Thanks for the responces, but before going into too much detail, I first 
wanted to check if a video API makes sense in the Gallium architecture 
(sitting along side OpenGL, OpenVG, etc). From what I've read about the 
VAAPI, it uses the TTM video memory manager to manage buffers, so can 
probably exist along side Gallium3D drivers? But it seems like there'd be 
quite a bit of code duplication, especially if part of the video decode is 
done by shaders? There's a nice fluffy diagram of VAAPI's architecture here: 
https://wiki.ubuntu.com/mobile-hw-decode

I can think of lots of use cases where it makes sense to include a video API 
developers can use along side OpenGL. EGL already allows developers to use 
OpenVG surfaces as 3D textures. It would just be nice to provide the ability 
to use video in a similar way.


On Monday 18 February 2008 17:41:44 Andreas Setterlind wrote:
> On 2/18/08, Tom Cooksey <[EMAIL PROTECTED]> wrote:
> > I posed this on the Mesa3D user mailing list & Brian sugested I tried the
> > dev mailing list instead - so here goes (I've also CC'd in the VAAPI
> > contact)!
>
> As support for this is needed at the decoder (software codec) level as
> well may I also suggest that you send a copy of this to the FFmpeg
> ffmpeg-devel developers-mailing list (as GStreamer uses a wrapper
> around FFmpeg libavcodec/libavformat to decode video):
> http://ffmpeg.mplayerhq.hu/mailinglists.html
>
> Read this thread before you post though ("[FFmpeg-devel] Regarding
> Video Acceleration API"):
> http://lists.mplayerhq.hu/pipermail/ffmpeg-devel/2007-August/thread.html#34
>637

I'm not very familiar with ffmpeg's architecture, but I believe the project's 
focus is on software decoders. I also don't want to start a flame war, which 
seems to happen every time someone talks about GStreamer/xine/ffmpeg/blah.

What I'm confused about is which way round the APIs go. Either:

a) The GStreamer/ffmpeg/blah *decode* elements make calls into the VAAPI to 
accelerate various stages of the decode and then output them to whatever 
(probably a surface).

_or_

b) A gstreamer/ffmpeg/blah *demux* element pipe video data to VAAPI, which 
then does the decoding using a mixture of hardware & software and outputs to 
a surface. 

I'm pretty sure option (a) is what's intended, but it seems to me that it 
could be done both ways.


>
> On 2/18/08, Tom Cooksey <[EMAIL PROTECTED]> wrote:
> > there is an OpenGL GStreamer sink element which accepts YUV data from
> > GStreamer & uses a shader to do the YUV->RGB conversion in the GPU (It
> > also does scaling... as you would imagine). This is (IMO) quite a
> > nifty use of a shader, but I think extending it's use further would
> > start to get painful. <edit> I'm a bit new to shaders - could they be
> > used to do more of the video decoding than just colour conversion? Could
> > a shader be written to decode h.264 for example?
>
> As I understand it you could not offload the complete decoding process
> to the GPU, however you could offload portions of the video decoding
> process by executing specific code algorithms on the GPU
> video-hardware, like for instance motion compensation (mo comp) and
> inverse discrete cosine transform (iDCT) to start with, it may be
> possible to other video decoding processes as well but the question is
> if the GPU may be slower than a CPU to decode them making it less
> effective for the total process to move the decoding of them to the
> GPU, process portion such as; bitstream processing (CAVLC/CABAC),
> in-loop deblocking, inverse quantization (IQ), Variable-Length
> Decoding (VLD), and Spatial-temporal deinterlacing. In theory
> offloading some portions of the video decoding process to the GPU
> should also reduce the total bus bandwidth requirements needed to
> decode the video stream.
>
> Information mostly taken from Wikipedia's VaAPI article:
> http://en.wikipedia.org/wiki/VaAPI
>
> So the primary decoding will always be done on the CPU and then
> portions could be separated and offloaded to the GPU, similar to how
> some video decoding processes can be accelerated with MMX or SSE
> (Streaming SIMD Extensions) or XvMC while others can not (or can but
> would actually run slower rather than faster using MMX or SSE).
> http://en.wikipedia.org/wiki/XvMC
> http://en.wikipedia.org/wiki/Streaming_SIMD_Extensions

This is fine, but my understanding of graphics hardware is that moving buffers 
between main memory & video memory can be an expensive opperation? If buffers 
have to be copied from main memory after the CPU performs part of the decode 
into VRAM for the GPU to do some more, then copied back again, etc. etc. 
surely performance is going to be hit quite badly?( I guess the solution 
would be to only use main memory for all buffers and map those buffers into a 
region the GPU can access.) It would also be nice if the finished frames end 
up in some buffer which could be used as a GL texture.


## TASK STATEMENT
A faithful copy of the entries is needed, one that leaves out the pictures.

[Extracted data entries]
○ ○ ○ ○

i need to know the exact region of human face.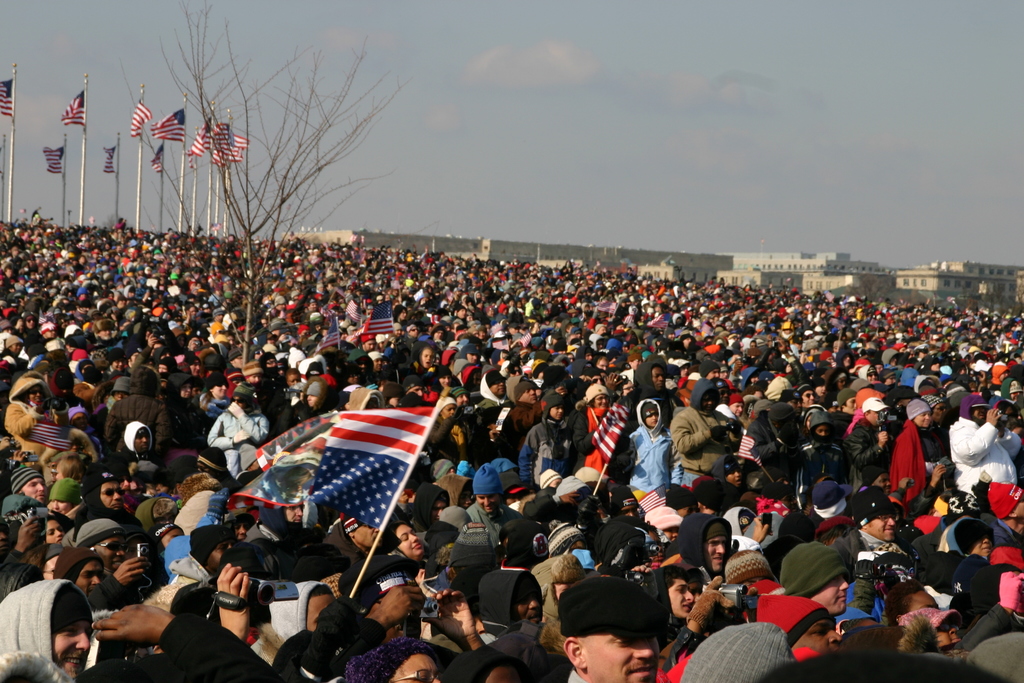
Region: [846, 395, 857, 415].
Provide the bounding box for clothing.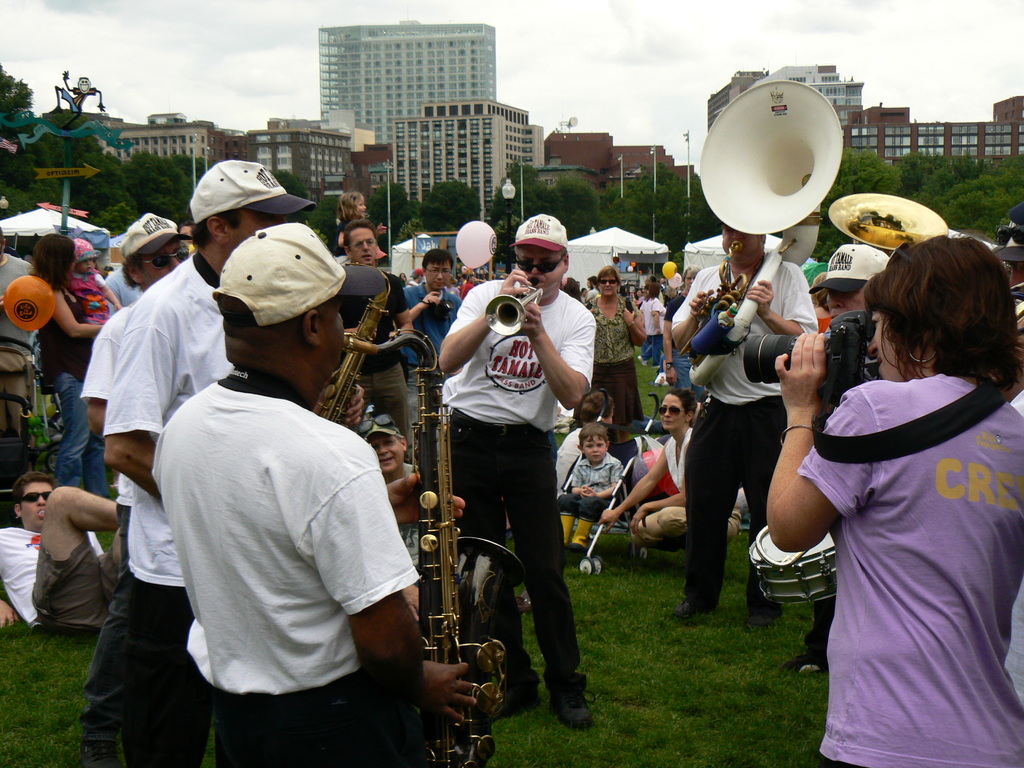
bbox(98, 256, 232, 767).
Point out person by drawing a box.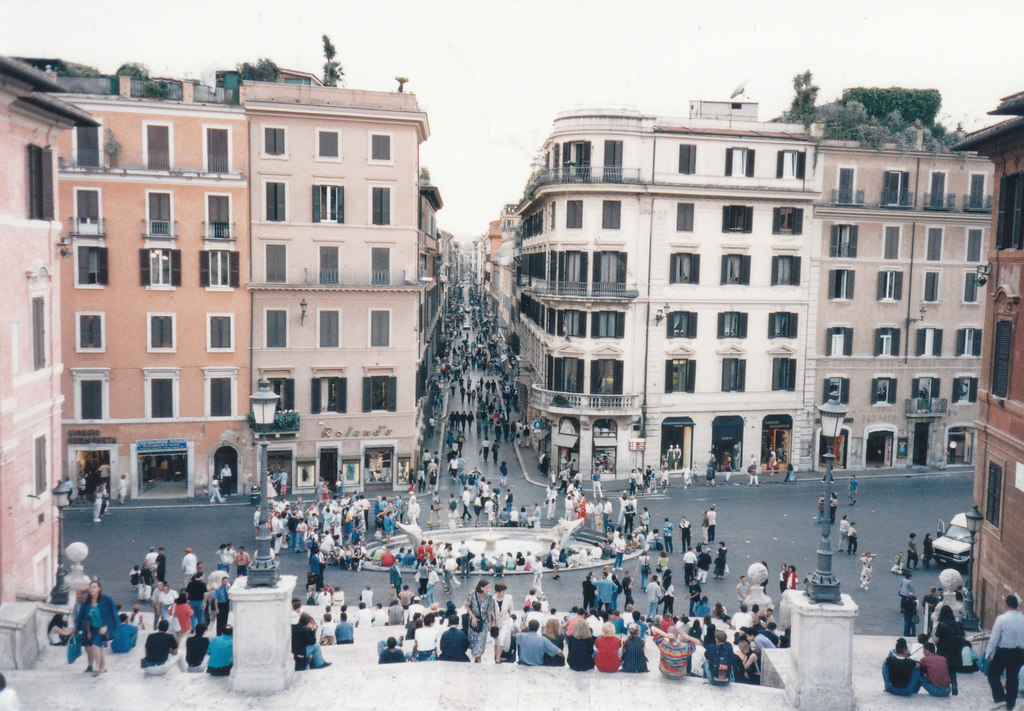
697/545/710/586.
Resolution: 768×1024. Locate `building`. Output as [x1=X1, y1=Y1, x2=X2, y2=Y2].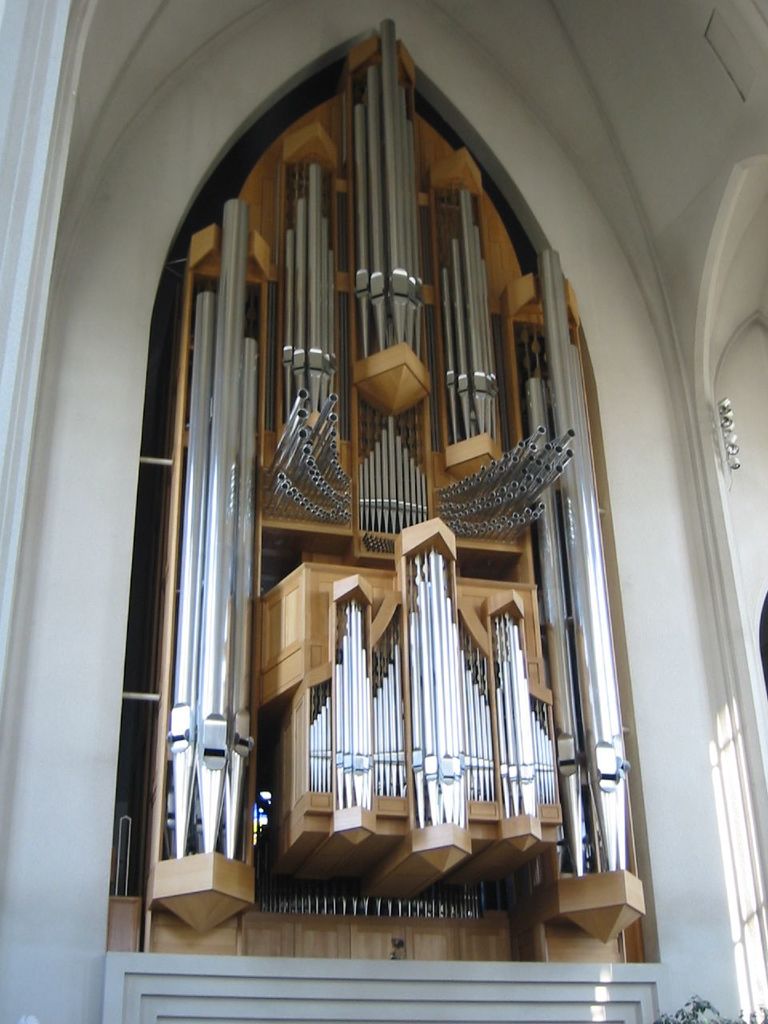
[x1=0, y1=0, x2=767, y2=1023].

○ ○ ○ ○

## ANSWER
i need to know the exact region of human face.
Region: [846, 395, 857, 415].
Provide the bounding box for clothing.
bbox(98, 256, 232, 767).
Point out person by drawing a box.
697/545/710/586.
Resolution: 768×1024. Locate `building`. Output as [x1=X1, y1=Y1, x2=X2, y2=Y2].
[x1=0, y1=0, x2=767, y2=1023].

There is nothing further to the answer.